René Descartes geometry |
Cartesian coordinates
Algebra had nothing to do with geometry. Geometry had been conducted without numbers using only compass and straightedge, as Plato had taught. Numbers were for craftsmen and businessmen. But Pierre de Fermat showed that an equation could be described as a curve and René Descartes showed that a curve could be described by an equation. The work of Descartes was difficult and incomplete. Translated into Latin and explained, however, it correlated geometry and algebra and enabled the development of calculus.
Analytic geometry
The beauty of x2 + y2 = 1 the unit circle penetrated my befuddled head. How could high school seem so easy when I was barely aware of what I was doing there? The equations for line and circle the elegance of each solution encompassed me.
Handedness
A tribe in the South American rainforest has no word for left or right. Absolute directions are all they use. Instead of reading a page from left to right, they would need to orient the top of the page to the north for example, and read from west to east. The Mayans had one name for both blue and green although they could qualify a color to describe its hue, brightness, saturation, texture, pattern, translucence, wetness, and shape. Neither the Iliad nor the Odyssey use use a word for ‘blue’. Ancient Greeks described the sky as bronze, but wouldn’t the sky for them have been a particular kind of bronze? Are our lives more complicated? More uncertain? Perturbations and chaos have always seemed to intervene when trying to fit the ideal to life’s curves.
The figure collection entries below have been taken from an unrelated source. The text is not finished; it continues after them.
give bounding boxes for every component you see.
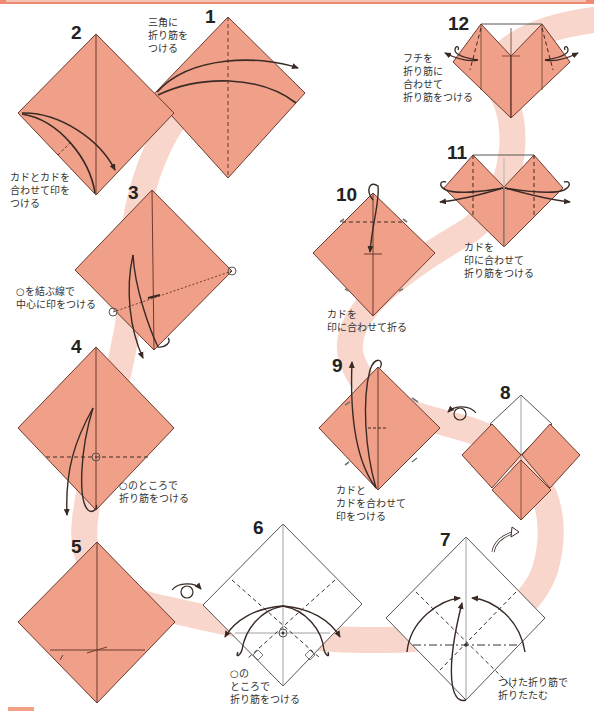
bottom-page-marker [8, 707, 34, 711]
step-10-note: カドを 印に合わせて折る [327, 308, 407, 334]
step-number-11: 11 [447, 143, 467, 162]
step-9-note: カドと カドを合わせて 印をつける [336, 484, 406, 523]
step-1-note: 三角に 折り筋を つける [148, 16, 188, 55]
rotate-arrow-icon [493, 527, 519, 552]
step-2-note: カドとカドを 合わせて印を つける [10, 171, 70, 210]
step-number-6: 6 [253, 518, 264, 537]
step-9-diagram [319, 360, 440, 490]
step-number-12: 12 [448, 14, 469, 33]
step-number-8: 8 [500, 383, 511, 402]
step-number-3: 3 [128, 183, 139, 202]
step-10-diagram [313, 184, 435, 316]
step-4-note: ○のところで 折り筋をつける [119, 479, 189, 505]
origami-diagram: 1 2 3 4 5 6 7 8 9 10 11 12 三角に 折り筋を つける … [0, 0, 594, 711]
step-7-note: つけた折り筋で 折りたたむ [498, 676, 568, 702]
step-8-diagram [462, 395, 580, 520]
step-6-note: ○の ところで 折り筋をつける [230, 667, 300, 706]
step-5-diagram [18, 542, 175, 703]
step-6-diagram [203, 524, 362, 686]
step-3-note: ○を結ぶ線で 中心に印をつける [16, 285, 96, 311]
turn-over-icon [172, 584, 201, 598]
step-number-4: 4 [71, 337, 82, 356]
step-number-1: 1 [205, 7, 216, 26]
step-number-5: 5 [71, 537, 82, 556]
step-number-10: 10 [336, 185, 357, 204]
step-number-7: 7 [440, 530, 451, 549]
step-number-2: 2 [71, 23, 82, 42]
step-12-note: フチを 折り筋に 合わせて 折り筋をつける [403, 52, 473, 104]
diagram-canvas [0, 0, 594, 711]
step-11-note: カドを 印に合わせて 折り筋をつける [464, 241, 534, 280]
step-number-9: 9 [332, 356, 343, 375]
step-3-diagram [75, 190, 236, 358]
Cartesian coordinates united geometry and algebra.
Nicole Oresme and Pierre de Fermat independently invented two-dimensional and three-dimensional coordinate systems, but the publication by Descartes in 1637 had a huge influence, including facilitating the development of calculus by Newton and Leibniz. Descartes used only a single axis; commentators including Frans van Schooten added the second perpendicular axis.